In an era where voting was overemphasized due to many developments across the country, the take-home message was that we should all be paying more attention to our elected officials. For students this should start with the Student Government at Queens College (QC).

According to the Queens College website, “The Student Association (SA) is responsible for representing and uniting the members of the undergraduate and graduate student body to protect and promote your interests. The association acts on behalf of the student body through communication with the administration, staff, and faculty on matters of student concern.”

The Student Association (SA) President, Vice President, and senators in the Academic Senate are annually elected each year in the spring. This year’s elections received approximately 0.01% votes from a campus of approximately 20,000 students, according to the Academic Senate Elections Committee report dated May 2020. This minuscule amount of students participating in elections is dangerous, for several reasons.

First, the low voter turnout allows the Students Serving Students (SSS) party, the current reigning political party on campus, to consistently elect their preferred leaders each year. Given that nobody’s paying attention, they may very well just be nominating candidates for office that aren’t qualified.
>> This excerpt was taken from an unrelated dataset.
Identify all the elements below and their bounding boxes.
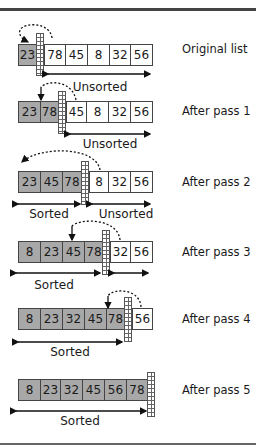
arrows-overlay xyxy=(0,0,256,448)
bottom-rule xyxy=(0,443,256,445)
insert-arrow-icon xyxy=(22,151,100,170)
insert-arrow-icon xyxy=(20,25,52,42)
Second, elected officials in the Academic Senate and SA have a lot of power on campus. Students duly elected to the Senate have the privilege of voting on new curriculum changes, as proposed to the Academic Senate by various departments around campus. This can mean changes to a major, new programs, removing certain classes, and so on. 
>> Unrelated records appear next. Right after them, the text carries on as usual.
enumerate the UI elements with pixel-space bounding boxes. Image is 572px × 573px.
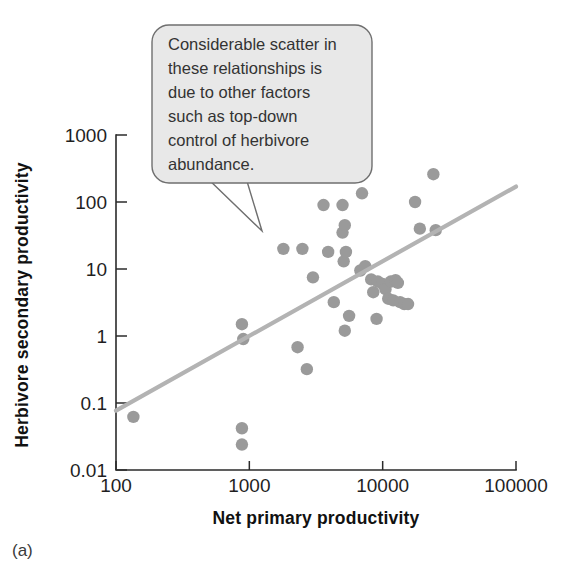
data-point (340, 246, 352, 258)
data-point (356, 187, 368, 199)
callout-line: Considerable scatter in (168, 35, 337, 53)
x-tick-label: 100000 (484, 475, 547, 496)
scatter-plot: 100100010000100000 0.010.11101001000 Con… (0, 0, 572, 573)
data-point (367, 286, 379, 298)
y-tick-label: 1 (96, 326, 107, 347)
callout-line: these relationships is (168, 59, 322, 77)
data-point (127, 411, 139, 423)
x-tick-label: 10000 (356, 475, 409, 496)
callout-line: such as top-down (168, 107, 297, 125)
y-axis-title: Herbivore secondary productivity (12, 162, 32, 448)
data-point (236, 422, 248, 434)
y-tick-label: 0.1 (81, 393, 107, 414)
y-tick-label: 100 (75, 192, 107, 213)
callout-line: control of herbivore (168, 131, 309, 149)
trend-line (116, 187, 516, 411)
data-point (328, 296, 340, 308)
data-point (402, 298, 414, 310)
data-point (370, 313, 382, 325)
figure-panel: 100100010000100000 0.010.11101001000 Con… (0, 0, 572, 573)
callout-line: due to other factors (168, 83, 310, 101)
data-point (277, 243, 289, 255)
data-point (307, 271, 319, 283)
data-points (127, 168, 442, 451)
y-axis-tick-labels: 0.010.11101001000 (65, 125, 107, 481)
y-tick-label: 10 (86, 259, 107, 280)
data-point (392, 277, 404, 289)
data-point (236, 318, 248, 330)
data-point (339, 324, 351, 336)
x-axis-title: Net primary productivity (212, 508, 419, 528)
x-axis-ticks (116, 461, 516, 470)
y-tick-label: 1000 (65, 125, 107, 146)
x-axis-tick-labels: 100100010000100000 (100, 475, 548, 496)
data-point (301, 363, 313, 375)
data-point (317, 199, 329, 211)
callout-line: abundance. (168, 155, 254, 173)
data-point (322, 246, 334, 258)
data-point (343, 310, 355, 322)
data-point (427, 168, 439, 180)
x-tick-label: 1000 (228, 475, 270, 496)
data-point (414, 222, 426, 234)
y-tick-label: 0.01 (70, 460, 107, 481)
data-point (336, 199, 348, 211)
data-point (409, 196, 421, 208)
data-point (296, 243, 308, 255)
data-point (339, 219, 351, 231)
callout-tail-icon (205, 176, 262, 231)
data-point (236, 438, 248, 450)
y-axis-ticks (116, 135, 127, 470)
panel-label: (a) (12, 541, 33, 560)
axis-lines (116, 135, 516, 470)
data-point (291, 341, 303, 353)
SA wields considerable power as well, given that the QC administration fails to recognize other student groups on campus except for SA. The SA President serves as a mouthpiece for the student body. Additionally, the President, Vice President, and four of their committee chairmen serve on boards that control how student tuition money is spent (specifically student activity fees & other revenue). 

Third, with unopposed elections, as the QC community has seen for the past two years, students are essentially promoting an oligarchy, where few individuals reign over the populace, instead of a democracy. It’s clear that over the years, SA has turned into an organization oriented towards event planning, as opposed to advocacy, which its roots lie in. 
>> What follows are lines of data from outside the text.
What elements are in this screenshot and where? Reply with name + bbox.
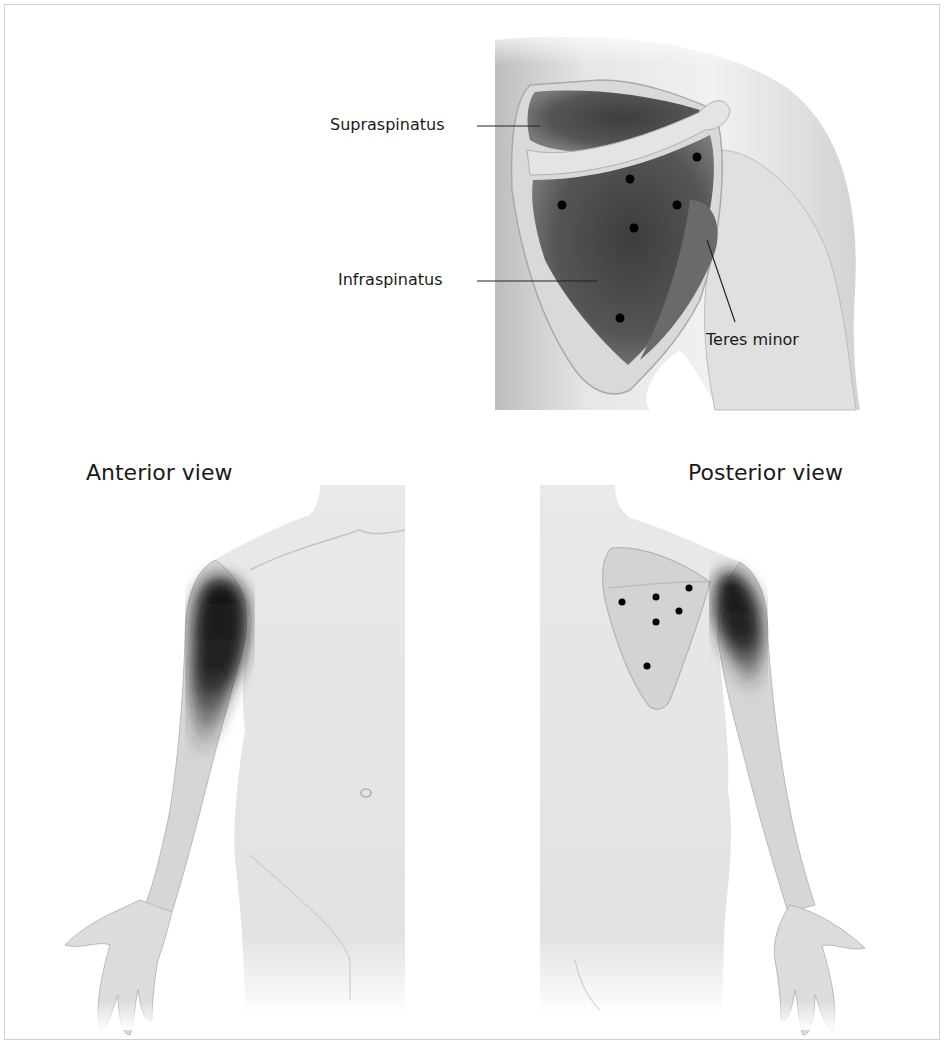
anterior-body [65,485,405,1035]
posterior-body [540,485,865,1035]
trigger-point-dot [673,201,682,210]
trigger-point-dot [676,608,683,615]
anatomy-illustration [0,0,946,1047]
trigger-point-dot [558,201,567,210]
anterior-view-title: Anterior view [86,462,232,484]
trigger-point-dot [653,619,660,626]
trigger-point-dot [686,585,693,592]
teres-minor-label: Teres minor [706,332,799,348]
supraspinatus-label: Supraspinatus [330,117,444,133]
shoulder-closeup [477,25,880,410]
trigger-point-dot [653,594,660,601]
posterior-view-title: Posterior view [688,462,843,484]
trigger-point-dot [630,224,639,233]
trigger-point-dot [693,153,702,162]
trigger-point-dot [644,663,651,670]
trigger-point-dot [616,314,625,323]
trigger-point-dot [626,175,635,184]
infraspinatus-label: Infraspinatus [338,272,443,288]
trigger-point-dot [619,599,626,606]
Lastly, if the reasons mentioned above weren’t convincing enough about the dangers of neglecting campus governance, SA leaders pay themselves stipends from student activity fees, which students pay as a part of their tuition. Tuition payers (i.e the student body) deserve to be fully aware of the actions of their government and should have a vested interest in what goes on. 

If there’s one takeaway from this article, it’s that you ought to run for a seat in the academic senate or run for office as Student Association President or Vice President. Form a political party with like-minded peers and dare to take on the institutionalized hierarchies that have been built, which SA has now conformed itself to over the years.